5. Models That Worked
Not all sovereignty initiatives failed. Two models provide evidence of what works:
✓ CERN: International Scientific Cooperation
| Founded | 1954 |
|---|---|
| Members | 23 European states |
| Budget | ~CHF 1.2 billion/year |
| Infrastructure | Largest particle physics lab globally |
Why CERN Works
- Treaty-based governance: International organisation with legal personality
- Shared infrastructure: Physical assets owned by the organisation
- Long-term commitment: Members committed for decades, not political cycles
- Technical excellence: Attracts best scientists; quality drives support
- Clear mission: Fundamental physics research—no scope creep
Relevance: The Cooperative adopts CERN's governance model: treaty-based, shared infrastructure, long-term commitment, clear mission.
✓ Schleswig-Holstein: State-Level Linux Success (2024)
| Announcement | April 2024 |
|---|---|
| Scope | 30,000 workstations migrating from Windows to Linux |
| Applications | LibreOffice replacing Microsoft Office |
| Status | In progress |
Why Schleswig-Holstein Is Succeeding Where Munich Failed
- Learned from Munich: Explicit focus on change management and user support
- State-level political commitment: Cross-party support documented
- Sovereignty rationale: Post-2022 security concerns provide political cover
- Network effect: Denmark coordination provides mutual support
- "Öffentliches Geld, öffentlicher Code": Public money, public code principle embedded
6. Synthesised Failure Patterns and Mitigations
| # | Failure Pattern | Examples | Our Mitigation |
|---|---|---|---|
| 1 | Hyperscaler capture | Gaia-X admitted AWS/Azure/Google as members | US-headquartered companies explicitly excluded from Cooperative membership and supplier contracts |
| 2 | Standards without infrastructure | Gaia-X produced documents, not services | Infrastructure-first: pilot deploys actual compute before any standards work |
| 3 | Political reversal | Munich LiMux reversed by new mayor | International treaty with exit penalties; no single jurisdiction can reverse |
| 4 | User experience neglect | Munich staff frustration accumulated over years | User satisfaction is mandatory Go/No-Go criterion; dedicated training budget |
| 5 | Scope creep | Gaia-X tried to be everything to everyone | Single mission: build and operate sovereign cloud infrastructure |
| 6 | Isolation | Munich alone; no network effects | Four-nation cooperative from day one; shared costs, interoperability |
| 7 | Conflict of interest | Accenture (Microsoft partner) reviewed LiMux | Governance rules require conflict disclosure; hyperscaler-affiliated entities excluded from reviews |
| 8 | "Sovereign" as marketing | Australia "sovereign" cloud is AWS | Clear definition: sovereignty = freedom from foreign legal compulsion, not just location |
7. Residual Risk Acknowledgment
Risks that cannot be fully mitigated:
- Multi-nation coordination complexity: Four jurisdictions with different political cycles, procurement rules, and priorities creates genuine governance challenges.
- Technical integration at scale: No government has built the complete proposed stack at this scale.

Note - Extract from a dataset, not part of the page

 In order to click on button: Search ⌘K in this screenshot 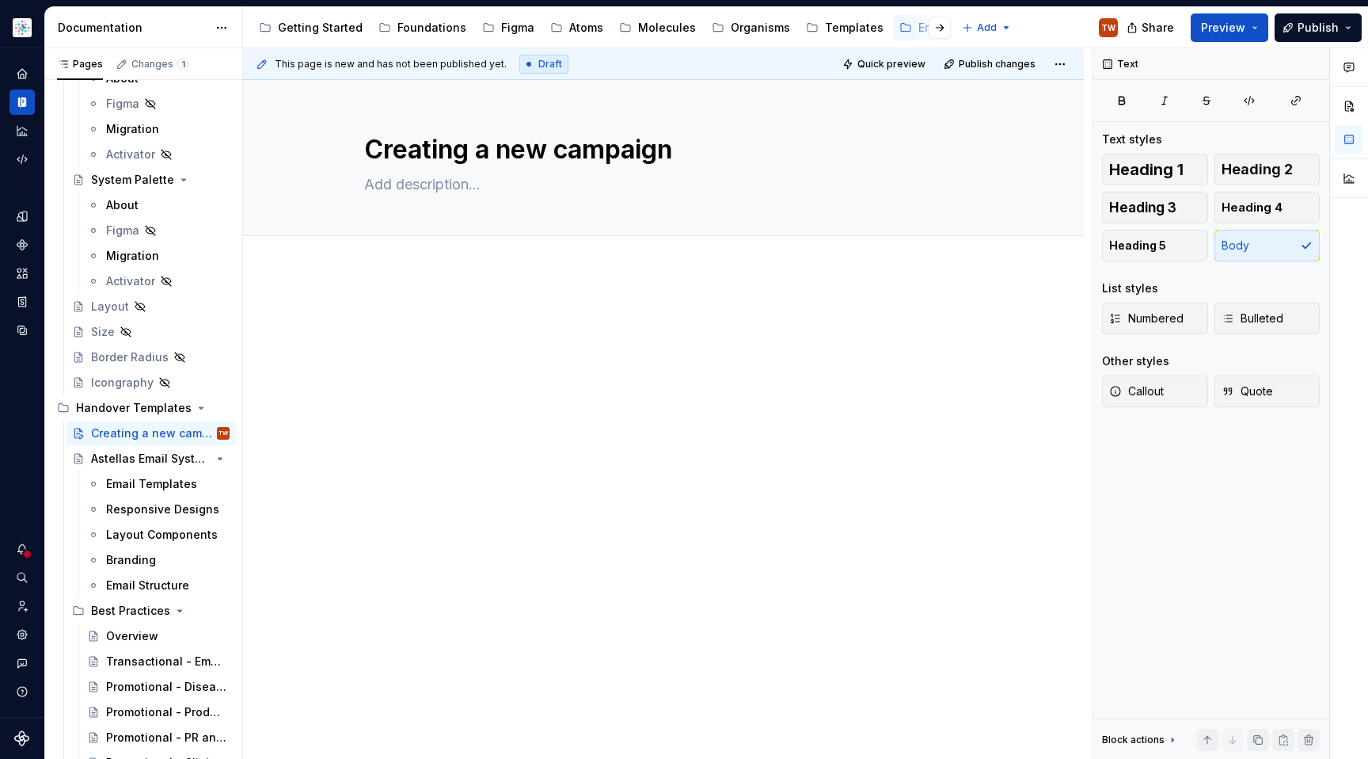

This is genuinely novel.
- Skills availability: CloudStack expertise is scarcer than AWS/Azure. Training programmes may not scale fast enough.
- Political will erosion: If US relations improve or threat perception decreases, political support may fade despite treaty commitments.
Honest Assessment: This proposal is designed to avoid known failure modes. It cannot guarantee success. The pilot programme's purpose is to validate feasibility before committing to full-scale implementation. The €400M maximum stranded capital in a NO-GO scenario is the cost of learning whether this can work.
Lessons Learned Summary
This proposal addresses each failure mode by design. However, failure remains possible— which is why the pilot programme includes defined exit criteria with controlled losses.